Two appointees to a new state committee considering paying reparations should resign for making “disturbing” antisemitic and anti-police remarks, New York Republicans said Wednesday.
GOP members of the state Senate called for Ron Daniels and Lurie Daniel Favors to step down from New York’s nine-member “commission to study reparations and racial justice,” which they were appointed to by state Assembly Speaker Carl Heastie (D-Bronx).
“The deeply offensive views of these members should completely disqualify them from serving in any government-appointed position, especially one supposedly intended to unify our state,” Minority Leader Robert Orr and other Republicans in the state Senate said in a joint statement.
“The abhorrent bias of these commission members will no doubt cloud their decision-making and taint their recommendations.”
Daniels has claimed that white people are responsible for climate change and backed Hamas’ terrorist hostilities against Israel, while Favors pushed to defund the police, The Post recently reported.
“When announcing the members of the newly created reparations commission, Governor [Kathy] Hochul referred to the appointees as an ‘extraordinary group of highly-qualified individuals.’ The announcement failed to acknowledge the disturbing antisemitic and anti-police rhetoric espoused by commission members Ron Daniels and Lurie Danie Favors,” the GOP statement said.
“Regardless of any opinion on the necessity of this commission, there should be no doubt these members have no business continuing to serve,” the pols said. “We strongly urge Governor Hochul and the Senate and Assembly Majorities to demand their resignations immediately.”
Calls for the duo’s resignation came just days after The Post’s report on Daniels and Favors’ inflammatory and divisive comments.
“White Folks Messed Up the Weather = Black Folks Save the Planet,” Daniels, a longtime activist who ran for president on the left-wing Peace and Freedom Party in 1992, said in an Oct. 25, 2021 post on X.
He also went after South Carolina Sen.

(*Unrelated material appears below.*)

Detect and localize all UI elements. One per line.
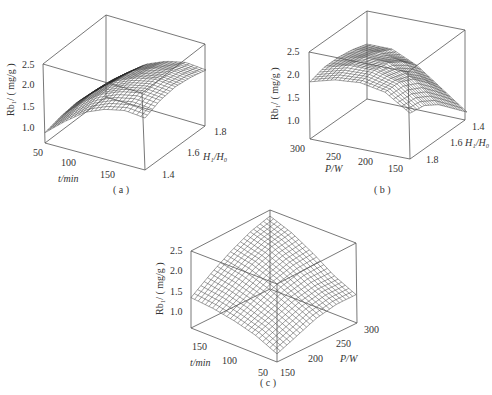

Tim Scott, the upper chamber’s sole black Republican, calling him “Uncle Tim” — an offshoot of the derisive term “Uncle Tom” used to smear black people who are conservative or too accommodating to whites.
Daniels also made several anti-Israel comments after Hamas attacked the Jewish state on October 7.
“With silence, comes complacency. No Homeland. No Peace. No Justice, No Peace in Israel,” Daniels, founder and president of the Institute of the Black World 21st Century, said on Oct. 25 last year.
“I am not commenting,” Daniels, who served as administrator for the National African American Reparations Commission, told The Post when reached by phone Wednesday about calls for his resignation.
Favors, executive director at the Center for Law and Social Justice at CUNY’s Medgar Evers College, posted on July 7, 2019, “In the name of our ancestors who weep over our fractured communities; in the name of our families whose genealogy is at best a guess and a prayer; in the name of all that is holy & just: F—K YOU & YOUR RACE APOLOGETICS. WE WILL NOT BE SILENT. WE WILL NOT MAKE YOU COMFORTABLE.”
Another X post from April 2021 by Favors said: “Police all across the country are literally proving *daily* why #DefundThePolice is necessary. I’m old enough to remember summa yall claiming activists were going too far.”
Favors had no immediate comment.
Heastie had no immediate comment. The Post also reached out to Hochul and Senate Majority Leader Andrea Stewart-Cousins, who between them appointed six of the nine members to the reparations panel. Heastie appointed three, including the two mired in controversy.
One state educator said, “You can’t start a discussion about reparations with commission members who’ve made prejudiced statements.”
Former longtime CUNY board trustee Jeffrey Wiesenfeld said Heastie had succeeded in replacing controversial former City College black studies professor Leonard Jeffries, who likened Jews to “skunks”, while calling whites “pathological,” “dirty,” “dastardly, devilish folks”, with other “nitwits.”
“This is graceful. These are very sick people,” Wiesenfeld said.